Vous êtes sur la page 1sur 2

Join us for a series of informal style presentations or provocations with other

MIRIAD postgraduate students and staff. The session will involve 10-minute
presentations, followed by feedback and discussions.
The presentations are as follows:
1pm: David Haley
Undisciplinarity and the Paradox of Education for Sustainable Development
At the Symposium Sustainable Development Research at Universities in the United
Kingdom, MMU, 5th & 6th April 2016, it occurred to me; Why are we talking about
Sustainable Development? Have we forgotten the route of this term in Brundtlands
Report (1987) and the 1992 Rio Earth Summit, in response to Climate Change?
Appropriated and applied to everything from financial viability to the growth of the
carbon industries this ubiquitous phrase, paradoxically, represents both the cure and
the cause of our greatest concerns. However, the 2016 UN Sustainable Development
Goals currently rank what some consider to be the most vital challenges, including
Climate Change and life on the planet at 13, 14, 15 and 16, of the 17 Goals, so
maybe Education for Sustainable Development in Higher Education needs to
contest the precepts and values offered by governments and international
organisations? But how may research initiate this epistemological question?
According to the Romanian physicist, Basarab Nicolescu Multidisciplinarity concerns
studying a research topic not in just one discipline but in several at the same time.
Interdisciplinarity has a different goal from multidisciplinarity. It concerns the transfer
of methods from one discipline to another. (T)ransdisciplinarity concerns that which
is at once between the disciplines, across the different disciplines, and beyond all
disciplines (Nicolescu 2008). However, this 10 minute provocation will consider the
need for undisciplinarity in higher education for students to become ecologically
resilient for adaptation. Indeed, this may be the point at which the creative arts are
finally valued, as traditional research methods, alone, inadequately address these
issues. The creative arts, potentially, offer the leverage points (Meadows 1999) to
provide the transition from order to disorder, thesis to antithesis, and structure to
process that may evolve as organisation, synthesis and pattern for a critically robust
Curriculum for Sustainable Development, and capable futures.
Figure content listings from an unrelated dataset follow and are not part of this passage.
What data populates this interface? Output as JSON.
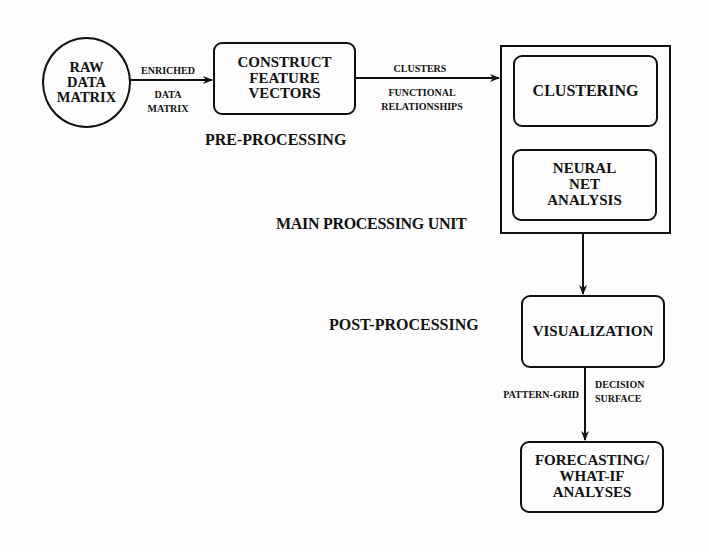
{
  "nodes": {
    "raw_data_matrix": {
      "lines": [
        "RAW",
        "DATA",
        "MATRIX"
      ],
      "shape": "circle"
    },
    "construct_feature_vectors": {
      "lines": [
        "CONSTRUCT",
        "FEATURE",
        "VECTORS"
      ],
      "shape": "rounded-rect"
    },
    "main_processing_unit": {
      "label": "MAIN PROCESSING UNIT",
      "children": {
        "clustering": {
          "lines": [
            "CLUSTERING"
          ]
        },
        "neural_net_analysis": {
          "lines": [
            "NEURAL",
            "NET",
            "ANALYSIS"
          ]
        }
      }
    },
    "visualization": {
      "lines": [
        "VISUALIZATION"
      ],
      "shape": "rounded-rect"
    },
    "forecasting": {
      "lines": [
        "FORECASTING/",
        "WHAT-IF",
        "ANALYSES"
      ],
      "shape": "rounded-rect"
    }
  },
  "edges": [
    {
      "from": "raw_data_matrix",
      "to": "construct_feature_vectors",
      "label_above": "ENRICHED",
      "label_below": [
        "DATA",
        "MATRIX"
      ]
    },
    {
      "from": "construct_feature_vectors",
      "to": "main_processing_unit",
      "label_above": "CLUSTERS",
      "label_below": [
        "FUNCTIONAL",
        "RELATIONSHIPS"
      ]
    },
    {
      "from": "main_processing_unit",
      "to": "visualization"
    },
    {
      "from": "visualization",
      "to": "forecasting",
      "label_left": "PATTERN-GRID",
      "label_right": [
        "DECISION",
        "SURFACE"
      ]
    }
  ],
  "stages": {
    "pre_processing": "PRE-PROCESSING",
    "main_processing": "MAIN PROCESSING UNIT",
    "post_processing": "POST-PROCESSING"
  },
  "colors": {
    "ink": "#111111",
    "paper": "#fdfdfd"
  }
}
This polemic
concludes with potential creative opportunities to emerge from learning the stark
realities of Climate Change.

1.15pm: Ruth White


Investigating the Role of Photobooks in Representing British Working Class Life
Since 1975 Through Research and Practice: A Discussion of Work in Progress

Some key questions underpinning this investigation are:


What are photography and the photobook able to point to, communicate or
reveal about:
The effects of Thatcherism and Neoliberalism on the life trajectories and life
chances of the British working classes (since 1975 when Thatcherism
and Neoliberalism began to replace Social Democracy in Britain)
The lived experience of being British and working class in this period
How photography and photographic theory has responded to/been shaped
by the economic and social changes that have occurred in Britain within this
period?
What are the limitations and possibilities of what photography
and photobooks can communicate?

1.30pm: Jo Phillips
Can Maps Connect a Persons Emergent/Embodied/Reciprocal Experience of
Landscape to a Design Process, which Takes Place at Various Scales?

1.45pm: Lin Charlston


Non-Human Agency in Processes of Growing and Making
I hope to generate discussion by presenting some items from my work-in-progress,
which is currently on display in the MIRIAD cabinets. My provocation will be
supported by quotes from my literature review.

2pm: Lewis Sykes


Thinking Abstraction
In an as yet unpublished essay I wrote before my Ph.D. thesis, I critiqued Michael
Betancourts 2006 paper, Visual Music and the Birth of Abstract Art. It raised
interesting perspectives for me about an alternate, continuing tradition for abstract
art forms such as non-representational film and visual music that cant be
satisfactorily theorised by the Modernist yet still dominant Greenbergian theory of
painterly abstraction - as an essentially pure form of art where the canvas
maintains its nature as a flat surface, and the paint maintains its nature by not
representing anything other than paint. As a visual musician I support Betancourts
argument for a reassessment of Visual Musics pivotal yet unacknowledged role in
the development of twentieth century abstract art while taking issue with his
assertion that the synaesthetic abstraction embraced by the Romantics can be
understood as an alternate, continuing tradition for abstraction. Id like to raise some
of these issues and invite feedback from the MIRIAD community - with the longer
term intent of establishing an Abstraction & Materialism Group to create a shared
context where these arguments can be explored and developed by small gathering
of interested researcher practitioners.